Insights
2 min Read
October 14, 2009

Your online brand


National Military Family of the Year site

How much of your organization’s communications are happening online at this point? To be more specific, what percentage of your fundraising, programs, or advocacy communications are you doing through your website, email and social media channels? The answer, I suspect, is more and more.

So what about that logo that was developed 25 years ago that looks, um, less than stellar online? Or the inconsistent messages and language on your website?

Lots of organizations are trying to rebrand themselves simultaneously as they build new websites, create integrated outreach or fundraising campaigns, or even as they launch new social media platforms. We regularly hear organizations say things like, ‘we need to redo our brand for this site’, linking the organization’s overall visual identity and messaging to its most important channel: online.

While I applaud the ‘kill two birds with one stone’ mentality that often drives this point of view, I must admit, I’m not a fan. Here’s why: Your brand is bigger than your website.

An effective brand must also work in person, in print, face-to-face, perhaps even on a cell phone- or in whatever new communications vehicles are around the corner. If done right, the development of your visual identity and messaging platform (the two core components of a brand) should grow out of your vision, mission, and values as an organization. This means the branding process might take some time and involve work that happens long before wireframes or web pages can be developed.

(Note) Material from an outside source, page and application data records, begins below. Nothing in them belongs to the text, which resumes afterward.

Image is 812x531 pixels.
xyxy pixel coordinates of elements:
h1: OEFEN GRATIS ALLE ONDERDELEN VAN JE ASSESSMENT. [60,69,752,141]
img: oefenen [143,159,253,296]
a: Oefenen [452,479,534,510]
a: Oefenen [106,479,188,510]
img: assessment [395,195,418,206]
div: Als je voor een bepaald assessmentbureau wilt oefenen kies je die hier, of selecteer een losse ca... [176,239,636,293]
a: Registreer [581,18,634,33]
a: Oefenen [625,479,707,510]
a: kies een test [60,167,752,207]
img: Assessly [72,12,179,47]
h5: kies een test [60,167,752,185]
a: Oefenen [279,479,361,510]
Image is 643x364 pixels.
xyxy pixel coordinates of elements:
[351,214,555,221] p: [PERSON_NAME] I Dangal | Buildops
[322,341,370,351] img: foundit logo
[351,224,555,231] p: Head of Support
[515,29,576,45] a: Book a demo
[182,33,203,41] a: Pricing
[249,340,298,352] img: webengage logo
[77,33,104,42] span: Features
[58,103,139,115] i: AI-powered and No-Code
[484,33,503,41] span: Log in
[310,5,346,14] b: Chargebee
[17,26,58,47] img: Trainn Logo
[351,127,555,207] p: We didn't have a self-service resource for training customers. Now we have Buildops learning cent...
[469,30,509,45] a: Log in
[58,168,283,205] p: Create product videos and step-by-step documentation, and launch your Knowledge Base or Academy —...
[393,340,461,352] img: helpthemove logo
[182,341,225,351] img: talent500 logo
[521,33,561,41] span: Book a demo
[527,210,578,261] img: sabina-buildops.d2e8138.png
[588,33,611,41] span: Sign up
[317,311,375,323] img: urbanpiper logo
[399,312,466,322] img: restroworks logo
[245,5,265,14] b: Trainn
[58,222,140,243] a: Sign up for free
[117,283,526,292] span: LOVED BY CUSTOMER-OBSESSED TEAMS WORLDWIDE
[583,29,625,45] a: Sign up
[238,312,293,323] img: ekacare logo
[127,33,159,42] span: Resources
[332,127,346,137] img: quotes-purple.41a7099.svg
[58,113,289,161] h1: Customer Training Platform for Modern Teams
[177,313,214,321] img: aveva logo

Tackling branding first slows down a web development process, which can make staff and board members nervous, and appears to inflate costs (but really it’s just that you’re doing two big projects under one job called ‘web’). Also, there are a handful of folks who have the talent to both develop a logo and design a great website- but not many. Why not hire the best folks for the brand work then the best folks for the web work?

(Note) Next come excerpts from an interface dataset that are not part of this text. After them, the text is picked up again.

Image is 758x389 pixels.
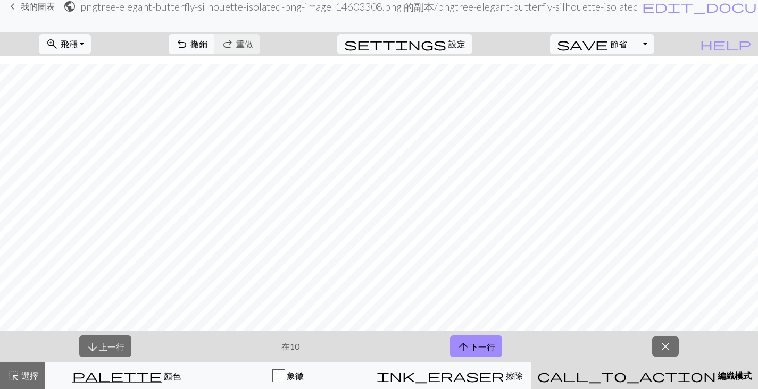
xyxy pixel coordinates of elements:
[369,363,531,389] button: 擦除
[290,341,299,352] font: 10
[337,34,472,54] button: Settings設定
[86,340,99,355] span: arrow_downward
[80,1,434,13] font: pngtree-elegant-butterfly-silhouette-isolated-png-image_14603308.png 的副本
[287,371,304,381] font: 象徵
[550,34,635,54] button: 節省
[450,336,502,357] button: 下一行
[610,39,627,49] font: 節省
[72,369,162,383] span: palette
[700,37,751,52] span: help
[448,39,465,49] font: 設定
[169,34,215,54] button: 撤銷
[207,363,369,389] button: 象徵
[717,371,752,381] font: 編織模式
[434,1,438,13] font: /
[281,341,290,352] font: 在
[377,369,504,383] span: ink_eraser
[164,371,181,381] font: 顏色
[537,369,716,383] span: call_to_action
[176,37,188,52] span: undo
[190,39,207,49] font: 撤銷
[79,336,131,357] button: 上一行
[39,34,91,54] button: 飛漲
[506,371,523,381] font: 擦除
[7,369,20,383] span: highlight_alt
[457,340,470,355] span: arrow_upward
[21,371,38,381] font: 選擇
[99,342,124,352] font: 上一行
[344,37,446,52] span: settings
[659,339,672,354] span: close
[61,39,78,49] font: 飛漲
[21,1,55,11] font: 我的圖表
[45,363,207,389] button: 顏色
[557,37,608,52] span: save
[531,363,758,389] button: 編織模式
[46,37,59,52] span: zoom_in
[470,342,495,352] font: 下一行
[344,38,446,51] i: Settings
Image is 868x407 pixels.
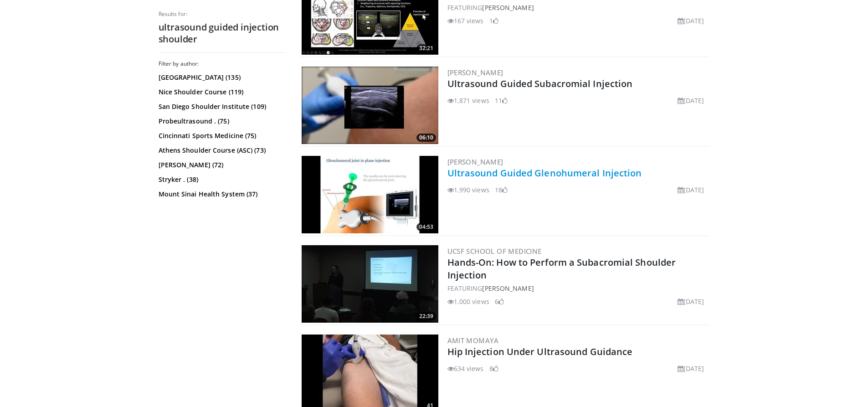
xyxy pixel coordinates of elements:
a: [PERSON_NAME] (72) [158,160,284,170]
a: Probeultrasound . (75) [158,117,284,125]
a: [PERSON_NAME] [482,284,533,292]
img: 7136e9e2-77ce-4eb6-9373-6e73c0f8a85e.300x170_q85_crop-smart_upscale.jpg [302,245,438,323]
li: [DATE] [677,16,704,26]
a: 04:53 [302,156,438,233]
a: Cincinnati Sports Medicine (75) [158,131,284,140]
a: UCSF School of Medicine [447,246,541,256]
a: Stryker . (38) [158,175,284,184]
a: 22:39 [302,245,438,323]
div: FEATURING [447,283,708,293]
li: 167 views [447,16,483,26]
li: 1 [489,16,498,26]
a: Hands-On: How to Perform a Subacromial Shoulder Injection [447,256,676,281]
img: f3d4ed2f-0820-439b-aa0b-9bbfd7570b40.300x170_q85_crop-smart_upscale.jpg [302,156,438,233]
a: [PERSON_NAME] [447,157,504,166]
span: 04:53 [417,223,436,231]
li: 1,000 views [447,297,489,306]
h3: Filter by author: [158,60,286,68]
a: [PERSON_NAME] [447,68,504,77]
a: Amit Momaya [447,335,499,345]
a: [GEOGRAPHIC_DATA] (135) [158,73,284,82]
a: Athens Shoulder Course (ASC) (73) [158,146,284,155]
li: 11 [495,96,508,105]
li: 18 [495,185,508,195]
img: 9935faae-7590-403e-9d5c-27d85d996bdf.300x170_q85_crop-smart_upscale.jpg [302,67,438,144]
span: 06:10 [417,134,436,142]
span: 22:39 [417,312,436,320]
a: Nice Shoulder Course (119) [158,88,284,97]
li: 6 [495,297,504,306]
li: [DATE] [677,96,704,105]
a: Ultrasound Guided Glenohumeral Injection [447,166,642,179]
a: San Diego Shoulder Institute (109) [158,102,284,111]
h2: ultrasound guided injection shoulder [158,22,286,45]
li: 634 views [447,364,483,373]
li: 8 [489,364,498,373]
a: [PERSON_NAME] [482,3,533,12]
li: 1,990 views [447,185,489,195]
li: [DATE] [677,185,704,195]
a: Ultrasound Guided Subacromial Injection [447,77,632,90]
li: 1,871 views [447,96,489,105]
p: Results for: [158,10,286,18]
a: Mount Sinai Health System (37) [158,190,284,199]
a: Hip Injection Under Ultrasound Guidance [447,345,632,357]
li: [DATE] [677,297,704,306]
li: [DATE] [677,364,704,373]
span: 32:21 [417,44,436,52]
div: FEATURING [447,2,708,12]
a: 06:10 [302,67,438,144]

Instead of rebranding your organization through a process that focuses on a web ‘deliverable’, why not unbundle the projects? First, develop a clear, effective visual identity and messaging platform that reflects your vision, mission and values well across all channels, tools and technologies. Get your staff and board to participate in the process- and develop something you’ll be able to stand behind for years, working with the best folks for the job. Then, build those visuals and messages into whatever you create- online or off.